The Hotel Normandie looks fairly standard but as the night wears on the Nuderi’s discover it is anything but. A ghost boy plays knock and run at their door, there’s a lot of banging around upstairs and worn down by the spectral shenanigans the two will spill the big juicy secrets they’ve been hiding from each other.

If only the setup in the film were so succinct. Getting them to the hotel takes twenty minutes and features a filler-feeling pre-title sequence at their friend’s house where absolutely zero happens. That Babak and Neda don’t get on and that Babak has a toothache would have taken two lines of dialogue in the car. Then getting checked in, woken up a few times and cheesed off by the banging around above enough to call the cops(!) takes a further seriously patience-thinning sixty minutes.

It is a dull and dreary setup with no hook and no suspense. The Night is shot in an “actually” haunted hotel in LA, but you cannot tell or “feel” it. Unlike the recent Netflix show The Vanishing at the Cecil Hotel where the bad vibes of the place literally leaked out of the screen, The Night feels like it could be taking place anywhere and most likely on a personality-free soundstage someplace.

Babak and Neda are really unlikeable characters who make mystifying decisions and are constantly nagging at each other, but here are some good turns from the supporting cast though.

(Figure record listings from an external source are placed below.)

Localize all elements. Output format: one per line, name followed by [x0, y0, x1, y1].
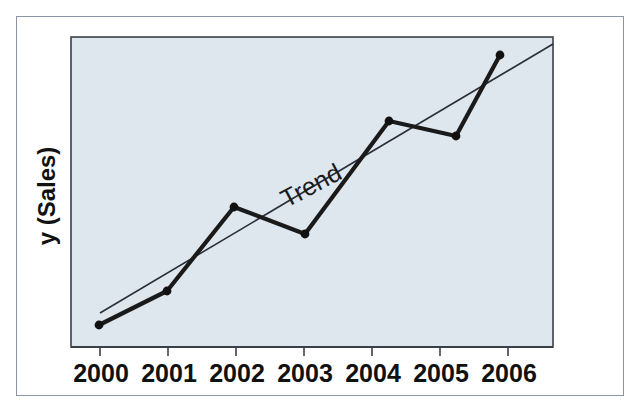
sales-trend-line-chart: 2000 2001 2002 2003 2004 2005 2006 y (Sa…: [0, 0, 642, 412]
data-point-2004: [385, 117, 394, 126]
data-point-2001: [163, 287, 172, 296]
data-point-2002: [230, 203, 239, 212]
x-tick-label-2006: 2006: [481, 359, 537, 387]
data-point-2000: [95, 321, 104, 330]
x-tick-label-2000: 2000: [73, 359, 129, 387]
data-point-2006: [496, 51, 505, 60]
x-axis-tick-labels: 2000 2001 2002 2003 2004 2005 2006: [73, 359, 537, 387]
x-tick-label-2005: 2005: [413, 359, 469, 387]
x-tick-label-2003: 2003: [277, 359, 333, 387]
x-tick-label-2001: 2001: [141, 359, 197, 387]
data-point-2003: [301, 230, 310, 239]
y-axis-title: y (Sales): [33, 147, 60, 246]
data-point-2005: [452, 132, 461, 141]
x-tick-label-2002: 2002: [209, 359, 265, 387]
figure-root: 2000 2001 2002 2003 2004 2005 2006 y (Sa…: [0, 0, 642, 412]
x-axis-ticks: [100, 347, 508, 356]
x-tick-label-2004: 2004: [345, 359, 401, 387]
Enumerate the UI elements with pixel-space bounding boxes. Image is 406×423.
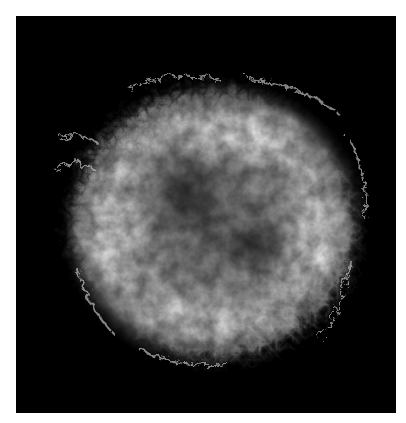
astronomy-image: [16, 16, 396, 413]
supernova-remnant: [16, 16, 396, 413]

George Maguire (13 Reasons Why) is suitably spooky as a creepy concierge and Michael Graham (Once Upon a Time… in Hollywood) is enjoyably untrustworthy as a suspicious-seeming policeman who turns up too quickly, knows a little too much and is waaay too interested in little baby Shadnam.

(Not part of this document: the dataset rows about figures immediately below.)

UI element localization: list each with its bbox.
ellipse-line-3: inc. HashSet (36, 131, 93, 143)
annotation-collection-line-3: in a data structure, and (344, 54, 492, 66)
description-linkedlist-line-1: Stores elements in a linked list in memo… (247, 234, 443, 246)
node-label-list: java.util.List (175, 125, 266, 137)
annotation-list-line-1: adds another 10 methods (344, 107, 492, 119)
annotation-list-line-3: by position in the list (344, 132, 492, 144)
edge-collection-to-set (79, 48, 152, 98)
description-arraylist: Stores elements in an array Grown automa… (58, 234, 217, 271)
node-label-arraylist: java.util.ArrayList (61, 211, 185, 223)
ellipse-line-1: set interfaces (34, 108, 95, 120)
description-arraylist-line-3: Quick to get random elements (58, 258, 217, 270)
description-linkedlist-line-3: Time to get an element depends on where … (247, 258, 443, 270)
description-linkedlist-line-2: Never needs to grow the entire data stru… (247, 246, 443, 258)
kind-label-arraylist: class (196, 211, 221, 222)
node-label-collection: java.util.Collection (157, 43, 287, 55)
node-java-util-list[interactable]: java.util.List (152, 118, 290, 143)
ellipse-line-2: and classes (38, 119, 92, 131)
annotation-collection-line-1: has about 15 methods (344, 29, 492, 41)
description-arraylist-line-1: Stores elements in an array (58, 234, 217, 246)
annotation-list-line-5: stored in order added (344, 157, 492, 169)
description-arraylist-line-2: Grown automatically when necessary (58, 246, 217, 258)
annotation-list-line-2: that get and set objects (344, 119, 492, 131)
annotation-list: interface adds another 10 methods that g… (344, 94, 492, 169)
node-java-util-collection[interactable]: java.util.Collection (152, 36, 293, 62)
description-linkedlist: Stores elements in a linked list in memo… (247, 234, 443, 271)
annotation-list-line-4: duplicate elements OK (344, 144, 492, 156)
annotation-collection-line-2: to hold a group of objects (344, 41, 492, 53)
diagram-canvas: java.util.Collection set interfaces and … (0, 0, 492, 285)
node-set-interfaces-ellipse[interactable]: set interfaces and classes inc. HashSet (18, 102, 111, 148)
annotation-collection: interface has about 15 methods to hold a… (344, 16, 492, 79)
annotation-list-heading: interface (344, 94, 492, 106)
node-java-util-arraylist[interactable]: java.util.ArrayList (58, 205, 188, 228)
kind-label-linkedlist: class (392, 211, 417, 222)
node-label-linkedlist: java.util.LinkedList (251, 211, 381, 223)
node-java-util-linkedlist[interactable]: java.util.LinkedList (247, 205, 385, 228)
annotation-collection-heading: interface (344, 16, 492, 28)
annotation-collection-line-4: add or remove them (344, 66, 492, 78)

Once all the dominoes have been set out and the first few have eventually fallen, The Night has a really enjoyable last third where it finally fully leans into its premise and delivers what has been waited for. There are some dark and satisfying reveals, the spooks get to actually be scary after all and there are some fulfilling callbacks and gnarly twists that will leave you stunned – but wondering why the preceding eighty minutes had to be so lifeless. “Slow burn” can and should still be suspenseful and interesting, else it is just a slow slog.

The Night is released on digital platforms on the 2nd of April.